Researchers at Rutgers University have developed a smartphone app that causes the phone to behave differently when the phone is being held by a person driving a car. Their work is profiled on the University’s Media Relations site, where the app is described as a possible life saver. Technology Review agrees, saying that the new app goes much farther in determining when a phone is being used by a driver and then responding in less intrusive was than other apps that simply disable the phone.
In the profile, it’s explained that the app works by communicating with Bluetooth enable stereo which are becoming more common in newer cars. The app causes the smartphone to emit a sequence of tones that can’t be heard by people, those tones are then sent out of the car’s speakers which are picked up by the microphone on the smartphone. By gauging the difference in time it takes the tone to reach the smartphone from the right or left speaker, it can calculate whether the person holding the phone is sitting in the right or left front seat. Once that is established, the phone goes into one of two modes. The first is default, which means it does nothing at all if the phone is being held by a passenger. If the phone is found to be in the hand of the driver however, it goes into driver mode. In driver mode, the phone doesn’t ring but instead sends a message back to a caller telling them the that person they are trying to reach is currently driving and thus unable to speak at the moment. It also gives the caller the option to pressing a certain key on their phone if it’s an emergency. The app also disables texting while driving of course too.
As more and more accidents are traced back to driver’s talking on a cell phone, or worse texting, both smartphone makers and those that create apps for them have scrambled to find a solution, Technology Review reports, as laws are not getting it done. Other apps use GPS to determine if the person is moving at a high rate of speed and disable the phone if that’s found to be the case, but that approach prevents passengers from using the phone, or those traveling by train. This new approach gets around that problem and only goes into driving mode when it detects that the person trying to use the phone is actually driving the car.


YOUR ASSIGNMENT:
Repeat the whole listing, keeping each line as it is.

DATASET EXCERPTS:

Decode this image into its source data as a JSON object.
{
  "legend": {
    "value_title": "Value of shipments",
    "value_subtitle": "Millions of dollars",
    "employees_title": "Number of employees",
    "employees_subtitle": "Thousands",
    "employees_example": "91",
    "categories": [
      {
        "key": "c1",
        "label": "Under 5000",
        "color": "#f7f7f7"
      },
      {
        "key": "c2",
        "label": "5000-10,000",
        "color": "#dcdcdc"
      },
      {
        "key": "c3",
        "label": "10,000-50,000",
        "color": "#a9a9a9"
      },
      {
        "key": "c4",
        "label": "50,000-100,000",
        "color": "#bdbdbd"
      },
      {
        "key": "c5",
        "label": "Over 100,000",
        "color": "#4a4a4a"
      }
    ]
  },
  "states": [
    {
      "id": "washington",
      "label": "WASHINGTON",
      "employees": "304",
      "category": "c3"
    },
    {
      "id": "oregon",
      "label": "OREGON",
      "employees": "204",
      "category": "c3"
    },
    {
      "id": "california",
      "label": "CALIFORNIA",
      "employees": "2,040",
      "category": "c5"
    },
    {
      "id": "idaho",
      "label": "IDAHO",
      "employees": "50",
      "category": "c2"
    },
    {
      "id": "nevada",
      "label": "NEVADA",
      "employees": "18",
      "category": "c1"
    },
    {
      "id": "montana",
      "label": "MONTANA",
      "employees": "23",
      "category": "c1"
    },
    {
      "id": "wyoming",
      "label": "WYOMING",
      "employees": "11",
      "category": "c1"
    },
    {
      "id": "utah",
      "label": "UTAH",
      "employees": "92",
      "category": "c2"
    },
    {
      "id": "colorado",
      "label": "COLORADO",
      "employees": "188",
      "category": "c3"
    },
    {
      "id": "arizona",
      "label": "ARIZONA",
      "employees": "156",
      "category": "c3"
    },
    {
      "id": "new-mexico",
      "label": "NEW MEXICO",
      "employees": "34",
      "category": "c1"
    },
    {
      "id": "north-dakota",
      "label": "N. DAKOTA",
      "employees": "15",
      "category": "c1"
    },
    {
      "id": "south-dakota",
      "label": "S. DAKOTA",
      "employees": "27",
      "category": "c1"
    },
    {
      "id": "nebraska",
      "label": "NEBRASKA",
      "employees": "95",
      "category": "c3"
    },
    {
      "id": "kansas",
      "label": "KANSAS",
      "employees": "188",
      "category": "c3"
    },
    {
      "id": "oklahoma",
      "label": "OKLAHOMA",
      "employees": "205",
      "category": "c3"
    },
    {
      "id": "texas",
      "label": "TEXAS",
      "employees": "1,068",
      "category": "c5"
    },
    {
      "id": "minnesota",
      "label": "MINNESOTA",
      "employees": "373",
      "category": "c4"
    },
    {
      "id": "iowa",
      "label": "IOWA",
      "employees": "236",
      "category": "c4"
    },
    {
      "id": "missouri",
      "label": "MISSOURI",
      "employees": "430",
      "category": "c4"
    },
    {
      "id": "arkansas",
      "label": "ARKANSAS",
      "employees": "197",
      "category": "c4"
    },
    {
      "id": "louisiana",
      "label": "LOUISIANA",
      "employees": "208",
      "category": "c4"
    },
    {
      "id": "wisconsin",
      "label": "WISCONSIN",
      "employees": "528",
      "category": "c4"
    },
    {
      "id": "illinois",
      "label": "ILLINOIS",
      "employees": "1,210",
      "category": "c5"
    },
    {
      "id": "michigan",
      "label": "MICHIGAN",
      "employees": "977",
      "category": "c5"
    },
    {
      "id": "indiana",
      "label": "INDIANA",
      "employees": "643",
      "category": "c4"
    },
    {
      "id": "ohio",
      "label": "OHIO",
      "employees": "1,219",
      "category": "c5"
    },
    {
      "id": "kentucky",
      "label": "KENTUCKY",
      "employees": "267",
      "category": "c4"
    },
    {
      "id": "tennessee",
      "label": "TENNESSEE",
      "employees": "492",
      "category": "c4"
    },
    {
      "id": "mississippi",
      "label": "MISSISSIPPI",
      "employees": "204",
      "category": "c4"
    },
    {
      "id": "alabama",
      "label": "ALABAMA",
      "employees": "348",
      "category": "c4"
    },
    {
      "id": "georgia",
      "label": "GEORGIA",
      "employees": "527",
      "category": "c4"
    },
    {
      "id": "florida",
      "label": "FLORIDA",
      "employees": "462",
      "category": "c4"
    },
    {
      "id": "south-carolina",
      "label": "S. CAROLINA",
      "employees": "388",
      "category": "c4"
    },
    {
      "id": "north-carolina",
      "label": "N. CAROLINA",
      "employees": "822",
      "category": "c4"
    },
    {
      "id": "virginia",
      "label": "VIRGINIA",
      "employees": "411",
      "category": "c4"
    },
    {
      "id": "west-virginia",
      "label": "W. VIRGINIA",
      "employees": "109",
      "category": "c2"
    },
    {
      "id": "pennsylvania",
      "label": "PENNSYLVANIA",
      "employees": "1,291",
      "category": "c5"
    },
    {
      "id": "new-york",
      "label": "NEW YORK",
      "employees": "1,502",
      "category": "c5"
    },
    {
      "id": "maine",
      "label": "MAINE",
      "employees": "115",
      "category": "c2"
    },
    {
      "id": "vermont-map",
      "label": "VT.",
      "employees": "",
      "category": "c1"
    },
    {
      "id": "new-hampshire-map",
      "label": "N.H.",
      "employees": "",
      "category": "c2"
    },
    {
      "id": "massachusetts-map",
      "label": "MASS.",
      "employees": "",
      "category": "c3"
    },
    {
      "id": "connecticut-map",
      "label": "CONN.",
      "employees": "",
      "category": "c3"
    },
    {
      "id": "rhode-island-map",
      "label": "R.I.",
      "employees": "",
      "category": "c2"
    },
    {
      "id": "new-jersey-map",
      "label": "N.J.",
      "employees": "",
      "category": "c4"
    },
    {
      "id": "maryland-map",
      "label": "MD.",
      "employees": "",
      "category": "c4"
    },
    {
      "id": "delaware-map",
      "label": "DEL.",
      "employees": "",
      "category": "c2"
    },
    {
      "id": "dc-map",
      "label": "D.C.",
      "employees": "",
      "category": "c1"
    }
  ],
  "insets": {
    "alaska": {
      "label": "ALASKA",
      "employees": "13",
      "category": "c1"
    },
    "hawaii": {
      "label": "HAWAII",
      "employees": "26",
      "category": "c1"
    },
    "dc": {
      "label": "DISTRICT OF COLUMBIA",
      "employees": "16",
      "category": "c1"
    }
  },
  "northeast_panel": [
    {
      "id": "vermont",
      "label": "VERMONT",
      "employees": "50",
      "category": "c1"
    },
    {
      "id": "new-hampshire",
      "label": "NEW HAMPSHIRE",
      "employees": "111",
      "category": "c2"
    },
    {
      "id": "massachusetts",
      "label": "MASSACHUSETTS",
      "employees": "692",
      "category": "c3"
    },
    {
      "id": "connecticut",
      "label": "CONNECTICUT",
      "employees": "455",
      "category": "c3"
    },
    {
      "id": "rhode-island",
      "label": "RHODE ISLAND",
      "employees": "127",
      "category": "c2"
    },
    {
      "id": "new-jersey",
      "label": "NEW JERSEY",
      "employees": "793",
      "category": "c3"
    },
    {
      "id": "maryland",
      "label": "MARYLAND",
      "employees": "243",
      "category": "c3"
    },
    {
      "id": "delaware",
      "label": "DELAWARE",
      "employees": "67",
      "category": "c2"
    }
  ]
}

EXERCISE ANSWER:
Decode this image into its source data as a JSON object.
{
  "legend": {
    "value_title": "Value of shipments",
    "value_subtitle": "Millions of dollars",
    "employees_title": "Number of employees",
    "employees_subtitle": "Thousands",
    "employees_example": "91",
    "categories": [
      {
        "key": "c1",
        "label": "Under 5000",
        "color": "#f7f7f7"
      },
      {
        "key": "c2",
        "label": "5000-10,000",
        "color": "#dcdcdc"
      },
      {
        "key": "c3",
        "label": "10,000-50,000",
        "color": "#a9a9a9"
      },
      {
        "key": "c4",
        "label": "50,000-100,000",
        "color": "#bdbdbd"
      },
      {
        "key": "c5",
        "label": "Over 100,000",
        "color": "#4a4a4a"
      }
    ]
  },
  "states": [
    {
      "id": "washington",
      "label": "WASHINGTON",
      "employees": "304",
      "category": "c3"
    },
    {
      "id": "oregon",
      "label": "OREGON",
      "employees": "204",
      "category": "c3"
    },
    {
      "id": "california",
      "label": "CALIFORNIA",
      "employees": "2,040",
      "category": "c5"
    },
    {
      "id": "idaho",
      "label": "IDAHO",
      "employees": "50",
      "category": "c2"
    },
    {
      "id": "nevada",
      "label": "NEVADA",
      "employees": "18",
      "category": "c1"
    },
    {
      "id": "montana",
      "label": "MONTANA",
      "employees": "23",
      "category": "c1"
    },
    {
      "id": "wyoming",
      "label": "WYOMING",
      "employees": "11",
      "category": "c1"
    },
    {
      "id": "utah",
      "label": "UTAH",
      "employees": "92",
      "category": "c2"
    },
    {
      "id": "colorado",
      "label": "COLORADO",
      "employees": "188",
      "category": "c3"
    },
    {
      "id": "arizona",
      "label": "ARIZONA",
      "employees": "156",
      "category": "c3"
    },
    {
      "id": "new-mexico",
      "label": "NEW MEXICO",
      "employees": "34",
      "category": "c1"
    },
    {
      "id": "north-dakota",
      "label": "N. DAKOTA",
      "employees": "15",
      "category": "c1"
    },
    {
      "id": "south-dakota",
      "label": "S. DAKOTA",
      "employees": "27",
      "category": "c1"
    },
    {
      "id": "nebraska",
      "label": "NEBRASKA",
      "employees": "95",
      "category": "c3"
    },
    {
      "id": "kansas",
      "label": "KANSAS",
      "employees": "188",
      "category": "c3"
    },
    {
      "id": "oklahoma",
      "label": "OKLAHOMA",
      "employees": "205",
      "category": "c3"
    },
    {
      "id": "texas",
      "label": "TEXAS",
      "employees": "1,068",
      "category": "c5"
    },
    {
      "id": "minnesota",
      "label": "MINNESOTA",
      "employees": "373",
      "category": "c4"
    },
    {
      "id": "iowa",
      "label": "IOWA",
      "employees": "236",
      "category": "c4"
    },
    {
      "id": "missouri",
      "label": "MISSOURI",
      "employees": "430",
      "category": "c4"
    },
    {
      "id": "arkansas",
      "label": "ARKANSAS",
      "employees": "197",
      "category": "c4"
    },
    {
      "id": "louisiana",
      "label": "LOUISIANA",
      "employees": "208",
      "category": "c4"
    },
    {
      "id": "wisconsin",
      "label": "WISCONSIN",
      "employees": "528",
      "category": "c4"
    },
    {
      "id": "illinois",
      "label": "ILLINOIS",
      "employees": "1,210",
      "category": "c5"
    },
    {
      "id": "michigan",
      "label": "MICHIGAN",
      "employees": "977",
      "category": "c5"
    },
    {
      "id": "indiana",
      "label": "INDIANA",
      "employees": "643",
      "category": "c4"
    },
    {
      "id": "ohio",
      "label": "OHIO",
      "employees": "1,219",
      "category": "c5"
    },
    {
      "id": "kentucky",
      "label": "KENTUCKY",
      "employees": "267",
      "category": "c4"
    },
    {
      "id": "tennessee",
      "label": "TENNESSEE",
      "employees": "492",
      "category": "c4"
    },
    {
      "id": "mississippi",
      "label": "MISSISSIPPI",
      "employees": "204",
      "category": "c4"
    },
    {
      "id": "alabama",
      "label": "ALABAMA",
      "employees": "348",
      "category": "c4"
    },
    {
      "id": "georgia",
      "label": "GEORGIA",
      "employees": "527",
      "category": "c4"
    },
    {
      "id": "florida",
      "label": "FLORIDA",
      "employees": "462",
      "category": "c4"
    },
    {
      "id": "south-carolina",
      "label": "S. CAROLINA",
      "employees": "388",
      "category": "c4"
    },
    {
      "id": "north-carolina",
      "label": "N. CAROLINA",
      "employees": "822",
      "category": "c4"
    },
    {
      "id": "virginia",
      "label": "VIRGINIA",
      "employees": "411",
      "category": "c4"
    },
    {
      "id": "west-virginia",
      "label": "W. VIRGINIA",
      "employees": "109",
      "category": "c2"
    },
    {
      "id": "pennsylvania",
      "label": "PENNSYLVANIA",
      "employees": "1,291",
      "category": "c5"
    },
    {
      "id": "new-york",
      "label": "NEW YORK",
      "employees": "1,502",
      "category": "c5"
    },
    {
      "id": "maine",
      "label": "MAINE",
      "employees": "115",
      "category": "c2"
    },
    {
      "id": "vermont-map",
      "label": "VT.",
      "employees": "",
      "category": "c1"
    },
    {
      "id": "new-hampshire-map",
      "label": "N.H.",
      "employees": "",
      "category": "c2"
    },
    {
      "id": "massachusetts-map",
      "label": "MASS.",
      "employees": "",
      "category": "c3"
    },
    {
      "id": "connecticut-map",
      "label": "CONN.",
      "employees": "",
      "category": "c3"
    },
    {
      "id": "rhode-island-map",
      "label": "R.I.",
      "employees": "",
      "category": "c2"
    },
    {
      "id": "new-jersey-map",
      "label": "N.J.",
      "employees": "",
      "category": "c4"
    },
    {
      "id": "maryland-map",
      "label": "MD.",
      "employees": "",
      "category": "c4"
    },
    {
      "id": "delaware-map",
      "label": "DEL.",
      "employees": "",
      "category": "c2"
    },
    {
      "id": "dc-map",
      "label": "D.C.",
      "employees": "",
      "category": "c1"
    }
  ],
  "insets": {
    "alaska": {
      "label": "ALASKA",
      "employees": "13",
      "category": "c1"
    },
    "hawaii": {
      "label": "HAWAII",
      "employees": "26",
      "category": "c1"
    },
    "dc": {
      "label": "DISTRICT OF COLUMBIA",
      "employees": "16",
      "category": "c1"
    }
  },
  "northeast_panel": [
    {
      "id": "vermont",
      "label": "VERMONT",
      "employees": "50",
      "category": "c1"
    },
    {
      "id": "new-hampshire",
      "label": "NEW HAMPSHIRE",
      "employees": "111",
      "category": "c2"
    },
    {
      "id": "massachusetts",
      "label": "MASSACHUSETTS",
      "employees": "692",
      "category": "c3"
    },
    {
      "id": "connecticut",
      "label": "CONNECTICUT",
      "employees": "455",
      "category": "c3"
    },
    {
      "id": "rhode-island",
      "label": "RHODE ISLAND",
      "employees": "127",
      "category": "c2"
    },
    {
      "id": "new-jersey",
      "label": "NEW JERSEY",
      "employees": "793",
      "category": "c3"
    },
    {
      "id": "maryland",
      "label": "MARYLAND",
      "employees": "243",
      "category": "c3"
    },
    {
      "id": "delaware",
      "label": "DELAWARE",
      "employees": "67",
      "category": "c2"
    }
  ]
}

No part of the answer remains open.